_Stored data entries_
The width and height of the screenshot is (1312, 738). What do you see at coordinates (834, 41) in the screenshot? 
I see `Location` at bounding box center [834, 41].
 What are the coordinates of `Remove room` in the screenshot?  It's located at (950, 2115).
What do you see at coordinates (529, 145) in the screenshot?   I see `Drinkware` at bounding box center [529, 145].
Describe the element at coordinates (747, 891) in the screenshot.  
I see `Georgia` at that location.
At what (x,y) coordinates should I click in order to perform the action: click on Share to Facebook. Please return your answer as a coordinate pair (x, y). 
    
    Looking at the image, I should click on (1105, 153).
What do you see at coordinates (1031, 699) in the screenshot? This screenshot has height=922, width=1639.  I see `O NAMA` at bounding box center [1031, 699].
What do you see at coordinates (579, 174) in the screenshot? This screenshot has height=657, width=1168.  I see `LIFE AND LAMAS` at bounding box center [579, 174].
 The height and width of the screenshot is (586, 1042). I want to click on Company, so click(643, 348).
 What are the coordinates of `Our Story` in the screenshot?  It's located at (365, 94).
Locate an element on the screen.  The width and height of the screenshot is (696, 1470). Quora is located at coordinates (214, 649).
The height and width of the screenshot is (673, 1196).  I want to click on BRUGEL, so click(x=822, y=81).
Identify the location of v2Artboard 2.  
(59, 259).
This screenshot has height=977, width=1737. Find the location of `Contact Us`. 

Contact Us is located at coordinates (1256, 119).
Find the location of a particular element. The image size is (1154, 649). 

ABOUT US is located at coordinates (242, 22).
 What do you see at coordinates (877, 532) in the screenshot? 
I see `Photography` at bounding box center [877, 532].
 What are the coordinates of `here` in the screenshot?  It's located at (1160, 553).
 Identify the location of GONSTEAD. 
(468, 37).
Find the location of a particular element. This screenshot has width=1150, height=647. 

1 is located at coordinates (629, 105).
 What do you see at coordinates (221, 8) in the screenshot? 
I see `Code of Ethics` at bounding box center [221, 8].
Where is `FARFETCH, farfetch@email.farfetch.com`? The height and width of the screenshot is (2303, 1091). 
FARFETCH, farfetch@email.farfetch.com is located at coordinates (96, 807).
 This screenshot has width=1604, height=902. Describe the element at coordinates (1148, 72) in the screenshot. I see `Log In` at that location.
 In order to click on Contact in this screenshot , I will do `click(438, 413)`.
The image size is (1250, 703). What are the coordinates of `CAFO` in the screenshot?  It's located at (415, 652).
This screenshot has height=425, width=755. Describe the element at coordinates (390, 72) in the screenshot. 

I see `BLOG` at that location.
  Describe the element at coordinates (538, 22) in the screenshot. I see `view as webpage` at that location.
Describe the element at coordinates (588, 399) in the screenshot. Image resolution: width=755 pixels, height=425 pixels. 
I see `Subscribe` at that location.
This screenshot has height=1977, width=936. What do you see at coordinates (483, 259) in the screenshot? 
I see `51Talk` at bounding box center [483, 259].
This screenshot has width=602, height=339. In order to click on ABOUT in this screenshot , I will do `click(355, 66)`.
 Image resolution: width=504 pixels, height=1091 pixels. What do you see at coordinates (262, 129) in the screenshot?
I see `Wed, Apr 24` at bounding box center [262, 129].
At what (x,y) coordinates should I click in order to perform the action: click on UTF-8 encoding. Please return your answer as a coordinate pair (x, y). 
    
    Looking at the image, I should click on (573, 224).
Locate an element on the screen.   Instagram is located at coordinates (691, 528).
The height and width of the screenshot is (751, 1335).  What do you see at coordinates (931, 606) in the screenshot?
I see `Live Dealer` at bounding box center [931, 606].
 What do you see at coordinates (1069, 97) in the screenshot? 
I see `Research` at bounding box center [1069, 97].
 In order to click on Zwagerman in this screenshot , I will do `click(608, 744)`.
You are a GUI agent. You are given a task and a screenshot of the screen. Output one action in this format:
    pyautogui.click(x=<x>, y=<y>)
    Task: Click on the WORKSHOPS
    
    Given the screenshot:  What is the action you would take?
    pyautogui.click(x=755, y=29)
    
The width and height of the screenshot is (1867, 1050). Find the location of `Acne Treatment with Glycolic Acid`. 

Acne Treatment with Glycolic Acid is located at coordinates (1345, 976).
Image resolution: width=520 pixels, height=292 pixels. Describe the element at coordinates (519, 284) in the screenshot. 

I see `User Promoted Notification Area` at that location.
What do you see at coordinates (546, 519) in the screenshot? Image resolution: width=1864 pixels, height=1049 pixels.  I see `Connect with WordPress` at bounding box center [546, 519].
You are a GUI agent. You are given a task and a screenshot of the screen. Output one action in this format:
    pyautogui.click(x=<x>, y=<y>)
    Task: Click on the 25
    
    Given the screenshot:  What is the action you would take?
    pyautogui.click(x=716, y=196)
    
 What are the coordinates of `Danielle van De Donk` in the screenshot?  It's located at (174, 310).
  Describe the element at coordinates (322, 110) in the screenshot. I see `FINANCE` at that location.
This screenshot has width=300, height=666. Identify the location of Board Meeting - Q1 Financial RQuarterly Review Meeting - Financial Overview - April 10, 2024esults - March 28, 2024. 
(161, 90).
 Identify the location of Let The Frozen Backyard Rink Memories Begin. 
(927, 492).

_What you have to do_
Output every entry exactly as given.

_Solution_
The width and height of the screenshot is (1312, 738). What do you see at coordinates (834, 41) in the screenshot? 
I see `Location` at bounding box center [834, 41].
 What are the coordinates of `Remove room` in the screenshot?  It's located at (950, 2115).
What do you see at coordinates (529, 145) in the screenshot?   I see `Drinkware` at bounding box center [529, 145].
Describe the element at coordinates (747, 891) in the screenshot.  
I see `Georgia` at that location.
At what (x,y) coordinates should I click in order to perform the action: click on Share to Facebook. Please return your answer as a coordinate pair (x, y). 
    
    Looking at the image, I should click on (1105, 153).
What do you see at coordinates (1031, 699) in the screenshot? This screenshot has height=922, width=1639.  I see `O NAMA` at bounding box center [1031, 699].
What do you see at coordinates (579, 174) in the screenshot? This screenshot has height=657, width=1168.  I see `LIFE AND LAMAS` at bounding box center [579, 174].
 The height and width of the screenshot is (586, 1042). I want to click on Company, so click(643, 348).
 What are the coordinates of `Our Story` in the screenshot?  It's located at (365, 94).
Locate an element on the screen.  The width and height of the screenshot is (696, 1470). Quora is located at coordinates (214, 649).
The height and width of the screenshot is (673, 1196).  I want to click on BRUGEL, so click(x=822, y=81).
Identify the location of v2Artboard 2.  
(59, 259).
This screenshot has height=977, width=1737. Find the location of `Contact Us`. 

Contact Us is located at coordinates (1256, 119).
Find the location of a particular element. The image size is (1154, 649). 

ABOUT US is located at coordinates (242, 22).
 What do you see at coordinates (877, 532) in the screenshot? 
I see `Photography` at bounding box center [877, 532].
 What are the coordinates of `here` in the screenshot?  It's located at (1160, 553).
 Identify the location of GONSTEAD. 
(468, 37).
Find the location of a particular element. This screenshot has width=1150, height=647. 

1 is located at coordinates (629, 105).
 What do you see at coordinates (221, 8) in the screenshot? 
I see `Code of Ethics` at bounding box center [221, 8].
Where is `FARFETCH, farfetch@email.farfetch.com`? The height and width of the screenshot is (2303, 1091). 
FARFETCH, farfetch@email.farfetch.com is located at coordinates (96, 807).
 This screenshot has width=1604, height=902. Describe the element at coordinates (1148, 72) in the screenshot. I see `Log In` at that location.
 In order to click on Contact in this screenshot , I will do `click(438, 413)`.
The image size is (1250, 703). What are the coordinates of `CAFO` in the screenshot?  It's located at (415, 652).
This screenshot has height=425, width=755. Describe the element at coordinates (390, 72) in the screenshot. 

I see `BLOG` at that location.
  Describe the element at coordinates (538, 22) in the screenshot. I see `view as webpage` at that location.
Describe the element at coordinates (588, 399) in the screenshot. Image resolution: width=755 pixels, height=425 pixels. 
I see `Subscribe` at that location.
This screenshot has height=1977, width=936. What do you see at coordinates (483, 259) in the screenshot? 
I see `51Talk` at bounding box center [483, 259].
This screenshot has width=602, height=339. In order to click on ABOUT in this screenshot , I will do `click(355, 66)`.
 Image resolution: width=504 pixels, height=1091 pixels. What do you see at coordinates (262, 129) in the screenshot?
I see `Wed, Apr 24` at bounding box center [262, 129].
At what (x,y) coordinates should I click in order to perform the action: click on UTF-8 encoding. Please return your answer as a coordinate pair (x, y). 
    
    Looking at the image, I should click on (573, 224).
Locate an element on the screen.   Instagram is located at coordinates (691, 528).
The height and width of the screenshot is (751, 1335).  What do you see at coordinates (931, 606) in the screenshot?
I see `Live Dealer` at bounding box center [931, 606].
 What do you see at coordinates (1069, 97) in the screenshot? 
I see `Research` at bounding box center [1069, 97].
 In order to click on Zwagerman in this screenshot , I will do `click(608, 744)`.
You are a GUI agent. You are given a task and a screenshot of the screen. Output one action in this format:
    pyautogui.click(x=<x>, y=<y>)
    Task: Click on the WORKSHOPS
    
    Given the screenshot:  What is the action you would take?
    pyautogui.click(x=755, y=29)
    
The width and height of the screenshot is (1867, 1050). Find the location of `Acne Treatment with Glycolic Acid`. 

Acne Treatment with Glycolic Acid is located at coordinates (1345, 976).
Image resolution: width=520 pixels, height=292 pixels. Describe the element at coordinates (519, 284) in the screenshot. 

I see `User Promoted Notification Area` at that location.
What do you see at coordinates (546, 519) in the screenshot? Image resolution: width=1864 pixels, height=1049 pixels.  I see `Connect with WordPress` at bounding box center [546, 519].
You are a GUI agent. You are given a task and a screenshot of the screen. Output one action in this format:
    pyautogui.click(x=<x>, y=<y>)
    Task: Click on the 25
    
    Given the screenshot:  What is the action you would take?
    pyautogui.click(x=716, y=196)
    
 What are the coordinates of `Danielle van De Donk` in the screenshot?  It's located at (174, 310).
  Describe the element at coordinates (322, 110) in the screenshot. I see `FINANCE` at that location.
This screenshot has width=300, height=666. Identify the location of Board Meeting - Q1 Financial RQuarterly Review Meeting - Financial Overview - April 10, 2024esults - March 28, 2024. 
(161, 90).
 Identify the location of Let The Frozen Backyard Rink Memories Begin. 
(927, 492).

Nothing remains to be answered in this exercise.